**Task**
From top to bottom, reproduce the listing without a single change.

**Material provided**
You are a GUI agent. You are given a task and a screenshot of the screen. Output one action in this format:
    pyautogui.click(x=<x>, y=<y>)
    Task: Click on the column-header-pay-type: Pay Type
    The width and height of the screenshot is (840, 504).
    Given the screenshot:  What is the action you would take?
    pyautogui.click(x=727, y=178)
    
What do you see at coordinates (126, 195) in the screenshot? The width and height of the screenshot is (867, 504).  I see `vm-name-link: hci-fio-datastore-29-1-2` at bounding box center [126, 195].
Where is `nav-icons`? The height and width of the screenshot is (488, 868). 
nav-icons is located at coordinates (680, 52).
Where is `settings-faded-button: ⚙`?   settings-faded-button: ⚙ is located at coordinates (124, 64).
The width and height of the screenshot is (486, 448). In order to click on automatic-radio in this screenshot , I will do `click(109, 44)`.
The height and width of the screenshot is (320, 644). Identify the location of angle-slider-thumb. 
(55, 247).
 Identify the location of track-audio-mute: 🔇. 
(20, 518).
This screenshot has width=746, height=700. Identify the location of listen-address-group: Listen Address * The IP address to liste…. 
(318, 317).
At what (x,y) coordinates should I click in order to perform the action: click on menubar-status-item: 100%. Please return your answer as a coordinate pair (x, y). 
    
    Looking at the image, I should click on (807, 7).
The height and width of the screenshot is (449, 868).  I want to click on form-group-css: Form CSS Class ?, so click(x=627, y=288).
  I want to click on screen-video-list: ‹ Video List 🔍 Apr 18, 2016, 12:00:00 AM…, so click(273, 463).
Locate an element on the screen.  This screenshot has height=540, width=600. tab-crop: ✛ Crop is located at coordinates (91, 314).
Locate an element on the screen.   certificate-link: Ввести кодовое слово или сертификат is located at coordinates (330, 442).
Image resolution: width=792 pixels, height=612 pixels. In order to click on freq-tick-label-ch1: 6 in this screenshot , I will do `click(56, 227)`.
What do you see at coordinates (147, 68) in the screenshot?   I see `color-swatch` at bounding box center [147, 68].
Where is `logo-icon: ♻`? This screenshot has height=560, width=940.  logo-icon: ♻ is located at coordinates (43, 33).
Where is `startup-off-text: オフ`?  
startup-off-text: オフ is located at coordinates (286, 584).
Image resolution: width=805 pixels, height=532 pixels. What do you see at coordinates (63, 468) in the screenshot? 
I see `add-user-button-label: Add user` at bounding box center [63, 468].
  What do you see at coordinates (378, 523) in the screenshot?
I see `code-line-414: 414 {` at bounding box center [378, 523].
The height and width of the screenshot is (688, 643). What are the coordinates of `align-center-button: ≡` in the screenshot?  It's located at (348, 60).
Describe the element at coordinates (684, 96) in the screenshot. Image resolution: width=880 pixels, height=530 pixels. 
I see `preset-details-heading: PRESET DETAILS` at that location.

**Output**
You are a GUI agent. You are given a task and a screenshot of the screen. Output one action in this format:
    pyautogui.click(x=<x>, y=<y>)
    Task: Click on the column-header-pay-type: Pay Type
    The width and height of the screenshot is (840, 504).
    Given the screenshot:  What is the action you would take?
    pyautogui.click(x=727, y=178)
    
What do you see at coordinates (126, 195) in the screenshot? The width and height of the screenshot is (867, 504).  I see `vm-name-link: hci-fio-datastore-29-1-2` at bounding box center [126, 195].
Where is `nav-icons`? The height and width of the screenshot is (488, 868). 
nav-icons is located at coordinates (680, 52).
Where is `settings-faded-button: ⚙`?   settings-faded-button: ⚙ is located at coordinates (124, 64).
The width and height of the screenshot is (486, 448). In order to click on automatic-radio in this screenshot , I will do `click(109, 44)`.
The height and width of the screenshot is (320, 644). Identify the location of angle-slider-thumb. 
(55, 247).
 Identify the location of track-audio-mute: 🔇. 
(20, 518).
This screenshot has width=746, height=700. Identify the location of listen-address-group: Listen Address * The IP address to liste…. 
(318, 317).
At what (x,y) coordinates should I click in order to perform the action: click on menubar-status-item: 100%. Please return your answer as a coordinate pair (x, y). 
    
    Looking at the image, I should click on (807, 7).
The height and width of the screenshot is (449, 868).  I want to click on form-group-css: Form CSS Class ?, so click(x=627, y=288).
  I want to click on screen-video-list: ‹ Video List 🔍 Apr 18, 2016, 12:00:00 AM…, so click(273, 463).
Locate an element on the screen.  This screenshot has height=540, width=600. tab-crop: ✛ Crop is located at coordinates (91, 314).
Locate an element on the screen.   certificate-link: Ввести кодовое слово или сертификат is located at coordinates (330, 442).
Image resolution: width=792 pixels, height=612 pixels. In order to click on freq-tick-label-ch1: 6 in this screenshot , I will do `click(56, 227)`.
What do you see at coordinates (147, 68) in the screenshot?   I see `color-swatch` at bounding box center [147, 68].
Where is `logo-icon: ♻`? This screenshot has height=560, width=940.  logo-icon: ♻ is located at coordinates (43, 33).
Where is `startup-off-text: オフ`?  
startup-off-text: オフ is located at coordinates (286, 584).
Image resolution: width=805 pixels, height=532 pixels. What do you see at coordinates (63, 468) in the screenshot? 
I see `add-user-button-label: Add user` at bounding box center [63, 468].
  What do you see at coordinates (378, 523) in the screenshot?
I see `code-line-414: 414 {` at bounding box center [378, 523].
The height and width of the screenshot is (688, 643). What are the coordinates of `align-center-button: ≡` in the screenshot?  It's located at (348, 60).
Describe the element at coordinates (684, 96) in the screenshot. Image resolution: width=880 pixels, height=530 pixels. 
I see `preset-details-heading: PRESET DETAILS` at that location.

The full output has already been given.